20110405

WHAT MATTER WHO'S SPEAKING (0)

A month or so ago I received an email from a poet/printer that I admire, and in that email he wrote:

[...] I want to say however how much I admire and value your enterprise - for me, the book has to stay alive, and while I appreciate the argument (I have other reasons for being forever grateful for some writings of Roland Barthes), the author has to stay alive also - for who benefits by the death of the author, of individuality, of specific agency - well, it's money, power, and monopolistic enterprise of every sort [...]



And I realized that he had a good point—the "death of the author" is a dangerous idea. I realized that in my, shall we say, postmodern zeal I had dismissed the author entirely, had not looked at the concept critically, and had not, very importantly, examined how that concept is playing out today in the cultural field. A regular reader of this blog (if such an angel exists) would know that the work of NewLights is deeply concerned with the problem(s) of making. In fact, it is that activity of making, that problem, the risk and danger of it, the absurdity of it, the absolute necessity of it, that drives the whole enterprise. So there is something worth recovering in the idea of authorship, at least of authorship in the sense of “one who makes things.” But there are aspects of authorship worth shedding as well—that are necessary to shed—namely its links to authority and the power that denies the very act of authorship.


And of course where there is danger, there is something at stake, and that is where the interesting discussions are.

Mr. Beckett, via Mr. Foucault, provides our title for this series. The full quote:
What matter who’s speaking, someone said, what matter who’s speaking.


▸ Exercise prompt
Scan the entries below. Report each line where the string "chart" occurs.

[Data tied to figure images]
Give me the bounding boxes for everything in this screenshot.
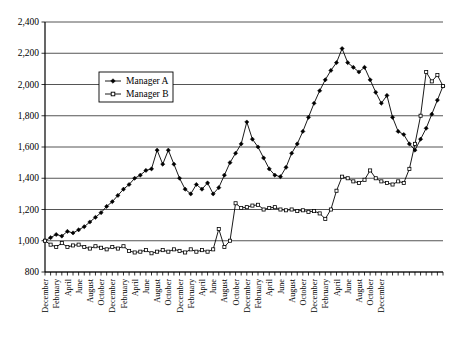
data-point-marker — [385, 181, 388, 184]
x-axis-tick-label: August — [355, 278, 364, 302]
data-point-marker — [296, 210, 299, 213]
x-axis-tick-label: February — [321, 278, 330, 308]
data-point-marker — [206, 250, 209, 253]
data-point-marker — [184, 251, 187, 254]
data-point-marker — [335, 189, 338, 192]
x-axis-tick-label: October — [164, 279, 173, 306]
data-point-marker — [144, 249, 147, 252]
data-point-marker — [396, 129, 400, 133]
x-axis-tick-label: December — [41, 279, 50, 313]
x-axis-tick-labels: DecemberFebruaryAprilJuneAugustOctoberDe… — [41, 278, 386, 313]
x-axis-tick-label: December — [108, 279, 117, 313]
x-axis-tick-label: October — [97, 279, 106, 306]
data-point-marker — [256, 203, 259, 206]
data-point-marker — [178, 249, 181, 252]
data-point-marker — [240, 206, 243, 209]
data-point-marker — [161, 162, 165, 166]
y-axis-tick-label: 2,400 — [18, 17, 40, 27]
data-point-marker — [149, 167, 153, 171]
data-point-marker — [413, 142, 416, 145]
data-point-marker — [262, 208, 265, 211]
x-axis-tick-label: August — [288, 278, 297, 302]
data-point-marker — [368, 78, 372, 82]
data-point-marker — [436, 74, 439, 77]
chart-legend: Manager AManager B — [99, 72, 173, 102]
data-point-marker — [424, 126, 428, 130]
data-point-marker — [77, 228, 81, 232]
y-axis-tick-label: 1,800 — [18, 111, 40, 121]
data-point-marker — [166, 148, 170, 152]
data-point-marker — [441, 85, 444, 88]
x-axis-tick-label: April — [131, 278, 140, 296]
data-point-marker — [100, 246, 103, 249]
data-point-marker — [200, 249, 203, 252]
data-point-marker — [418, 137, 422, 141]
data-point-marker — [312, 101, 316, 105]
x-axis-tick-label: June — [209, 279, 218, 294]
data-point-marker — [402, 132, 406, 136]
data-point-marker — [105, 248, 108, 251]
data-point-marker — [139, 250, 142, 253]
data-point-marker — [374, 177, 377, 180]
data-point-marker — [419, 114, 422, 117]
data-point-marker — [71, 244, 74, 247]
data-point-marker — [329, 208, 332, 211]
data-point-marker — [55, 245, 58, 248]
data-point-marker — [195, 250, 198, 253]
data-point-marker — [340, 46, 344, 50]
x-axis-tick-label: June — [142, 279, 151, 294]
data-point-marker — [262, 156, 266, 160]
chart-canvas: 8001,0001,2001,4001,6001,8002,0002,2002,… — [0, 0, 452, 340]
data-point-marker — [128, 249, 131, 252]
gridlines-group — [45, 22, 443, 272]
y-axis-tick-label: 1,400 — [18, 173, 40, 183]
data-point-marker — [301, 209, 304, 212]
x-axis-tick-label: April — [198, 278, 207, 296]
data-point-marker — [189, 248, 192, 251]
data-point-marker — [290, 208, 293, 211]
data-point-marker — [301, 129, 305, 133]
data-point-marker — [284, 165, 288, 169]
data-point-marker — [318, 89, 322, 93]
data-point-marker — [88, 247, 91, 250]
data-point-marker — [408, 167, 411, 170]
x-axis-tick-label: June — [277, 279, 286, 294]
data-point-marker — [245, 206, 248, 209]
data-point-marker — [234, 202, 237, 205]
data-point-marker — [307, 210, 310, 213]
data-point-marker — [155, 148, 159, 152]
x-axis-tick-label: August — [153, 278, 162, 302]
data-point-marker — [323, 78, 327, 82]
data-point-marker — [397, 180, 400, 183]
data-point-marker — [83, 245, 86, 248]
data-point-marker — [268, 206, 271, 209]
data-point-marker — [324, 217, 327, 220]
x-axis-tick-label: August — [86, 278, 95, 302]
data-point-marker — [116, 247, 119, 250]
x-axis-tick-label: April — [64, 278, 73, 296]
data-point-marker — [352, 180, 355, 183]
x-axis-tick-label: October — [366, 279, 375, 306]
data-point-marker — [251, 204, 254, 207]
x-axis-tick-label: February — [254, 278, 263, 308]
x-axis-tick-label: October — [232, 279, 241, 306]
data-point-marker — [49, 236, 53, 240]
x-axis-tick-label: August — [220, 278, 229, 302]
data-point-marker — [435, 98, 439, 102]
data-point-marker — [357, 181, 360, 184]
data-point-marker — [217, 227, 220, 230]
data-point-marker — [167, 250, 170, 253]
data-point-marker — [228, 239, 231, 242]
data-point-marker — [284, 209, 287, 212]
data-point-marker — [161, 249, 164, 252]
x-axis-tick-label: December — [243, 279, 252, 313]
data-point-marker — [295, 142, 299, 146]
data-point-marker — [94, 245, 97, 248]
data-point-marker — [363, 178, 366, 181]
data-point-marker — [43, 239, 46, 242]
x-axis-tick-label: June — [344, 279, 353, 294]
data-point-marker — [71, 231, 75, 235]
data-point-marker — [133, 251, 136, 254]
y-axis-tick-label: 2,200 — [18, 48, 40, 58]
x-axis-tick-label: June — [75, 279, 84, 294]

▸ Reply to the exercise
chart-legend: Manager AManager B — [99, 72, 173, 102]
chart-canvas: 8001,0001,2001,4001,6001,8002,0002,2002,… — [0, 0, 452, 340]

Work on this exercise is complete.